Visitors to nursing homes were allowed indoors for the first time during the pandemic Tuesday — and it didn’t come a day too soon.
A thunderstorm and burst of heavy rain about 2 p.m. in parts of Winnipeg emphasized the advantages of meeting in dry conditions under a roof, as opposed to the outdoor visits that were recently allowed.
At River Park Gardens care home, 735 St. Anne’s Road, visitors met residents indoors for the first time since March.
“(Families) were very appreciative of the option and addition of the indoor visit,” Shannon Chartrand, the facility’s director of care, said in the email.
Visitors entered a designated space through a direct entrance so they didn’t need to go through the care home. Residents have their own entrance into the visiting area.
The province now allows indoor visits at care homes if social distancing guidelines can be maintained. People must schedule visits in advance, and each visitor must answer COVID-19 screening questions before being allowed to enter. Visitors must also wear a mask.
Even with the new regulations, some families chose to sit outside River Park Gardens in the morning before the rain came. They wanted to enjoy the nice weather, Chartrand said.
That sentiment was echoed by Alan Brackman, who was visiting his mother-in-law at Thorvaldson Care Center, 495 Stradbrook Ave., on Tuesday. He and his wife Janis sat under the shade of an umbrella on the care center’s patio with Joyce Church, Janis’s mother.
“I think I’d want to be outside anyways,” Alan said. “In terms of this COVID thing, I think you’re still better off in an outside area than in a contained area.”
Beginning next week, Thorvaldson’s residents will have the choice to visit relatives indoors or outdoors.
Rules of visiting loved ones won’t change at Thorvaldson, regardless of whether visits are indoors or outdoors. People must book visits in advance. They can visit on weekdays from 11 a.m. to 4 p.m. Visits last 30 minutes, and the chairs are sanitized before the next group uses them. Residents don’t wear a mask; visitors do.
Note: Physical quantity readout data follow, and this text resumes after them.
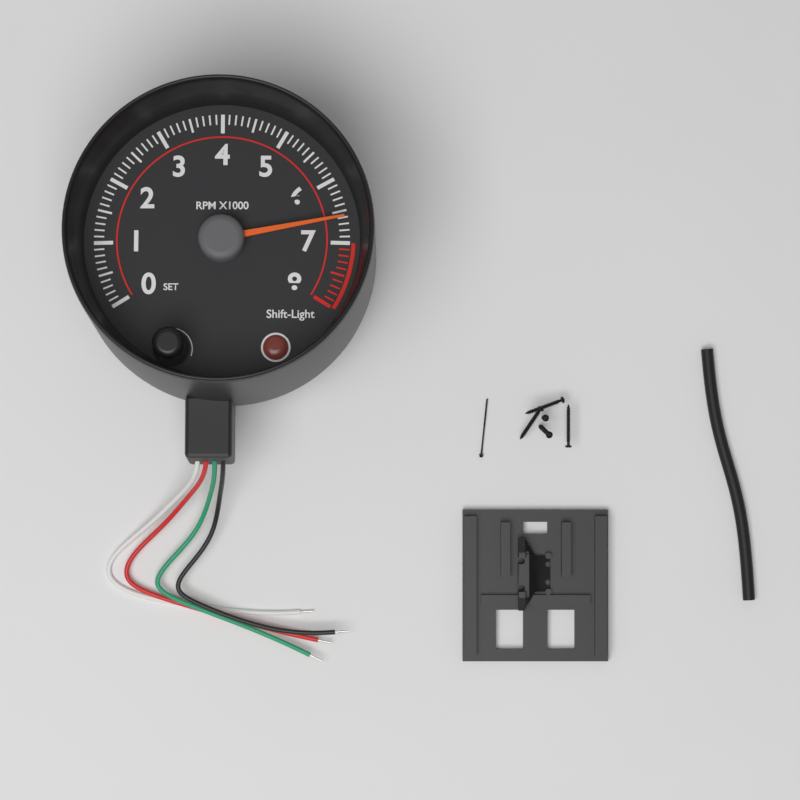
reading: 6600 RPM
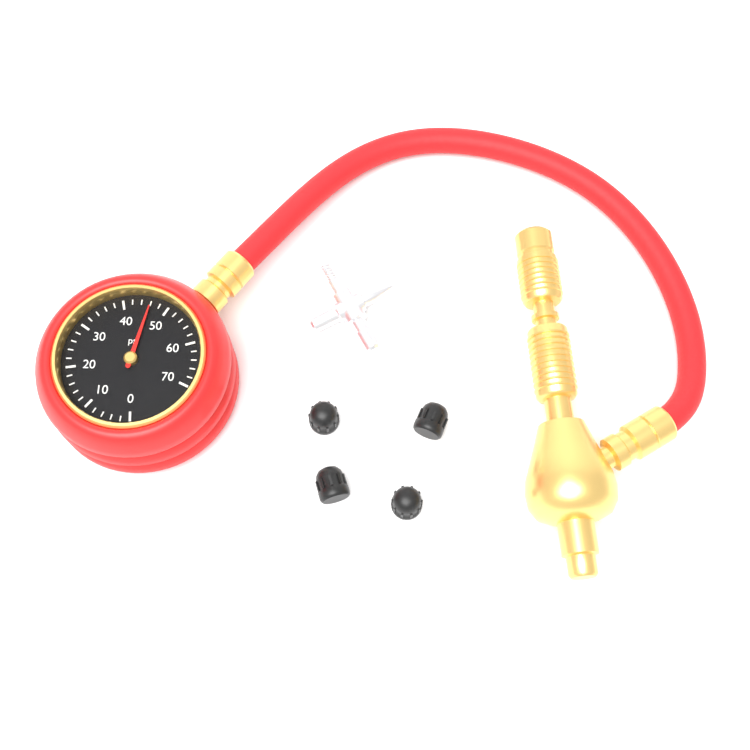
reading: 46 psi
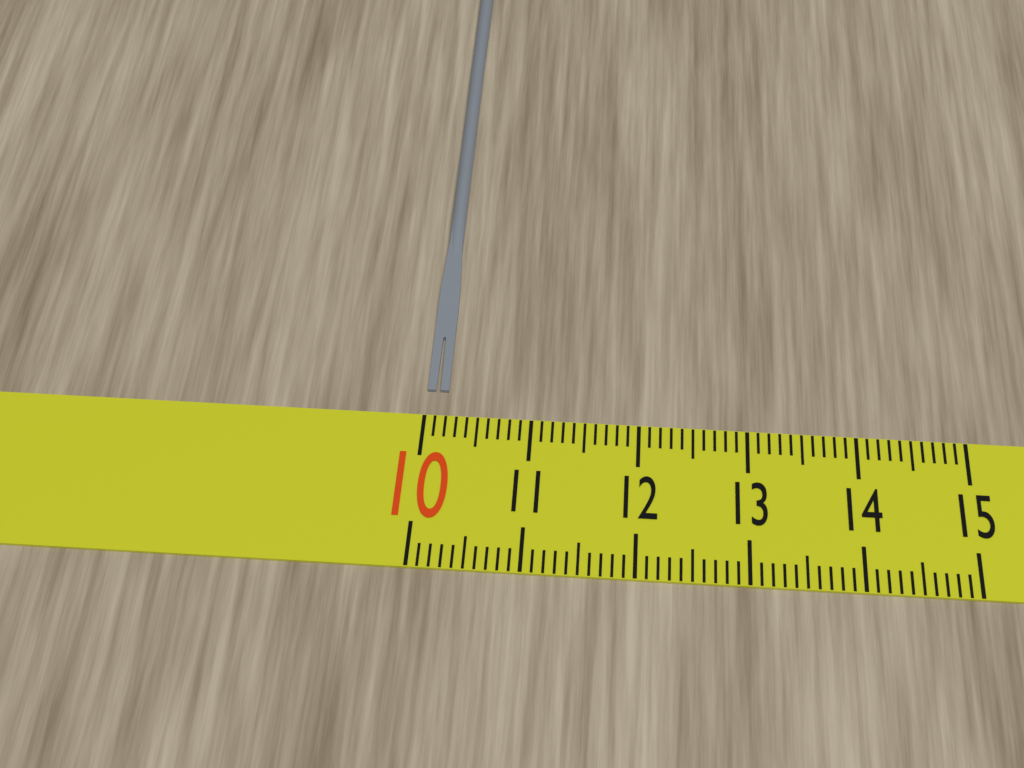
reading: 10.2 (no unit)
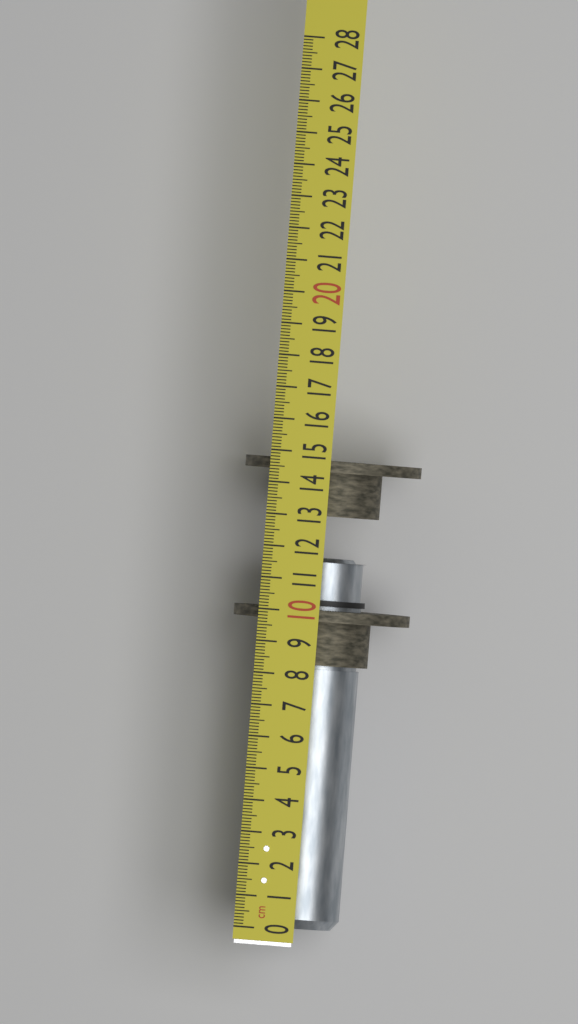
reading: 11.7 cm
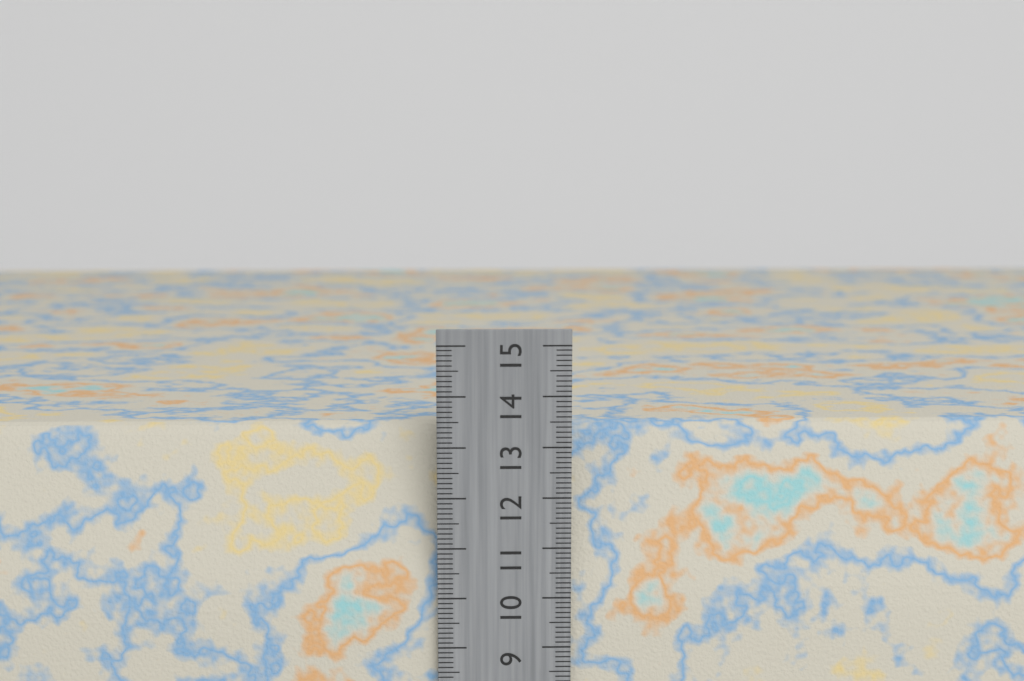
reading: 13.3 cm
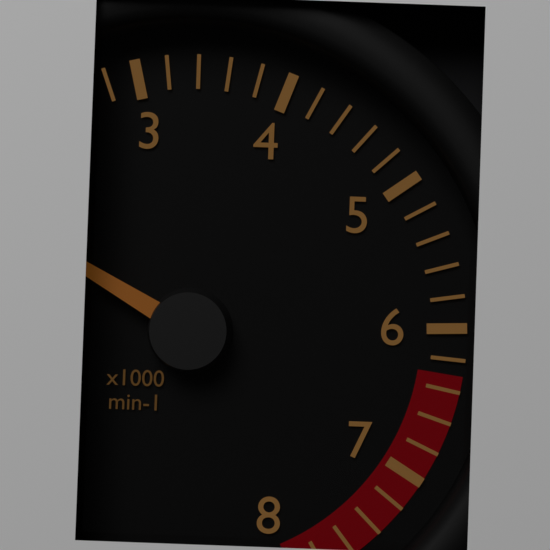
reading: 1600 min-1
Church, 91, plans on meeting relatives outdoors as long as the weather is nice. What she appreciates most is giving her daughter a hug.
“It’s something to look forward to,” she said.
Thorvaldson didn’t see a spike in visitors signing up the first week they could come inside, Karen Banfield, the facility’s marketing director, said.
“It’s just been steady,” Banfield said. “It’s basically the same — you still have to sanitize, you still have to wear the mask.”
The care centre sees eight to 10 visits a day. Staff need to put couches and a carpet into the centre’s designated room for indoor visits before anyone can use the space.
Banfield said she’s glad residents can see loved ones in person.
“We’re just so happy they can finally be together again, even if it’s six feet apart,” she said.
Visits to personal care homes could be curtailed if the province’s COVID-19 numbers increase sharply, said Cameron Friesen, the minister of health, seniors and active living.
The province banned visits to care homes on March 17 to protect vulnerable Manitobans from COVID-19. The province plans to have outdoor, all-season visitation shelters in place near personal care homes by October, when flu season is rampant.
gabrielle.piche@freepress.mb.ca
Gabrielle Piché
Reporter
Gabby is a big fan of people, writing and learning. She graduated from Red River College’s Creative Communications program in the spring of 2020.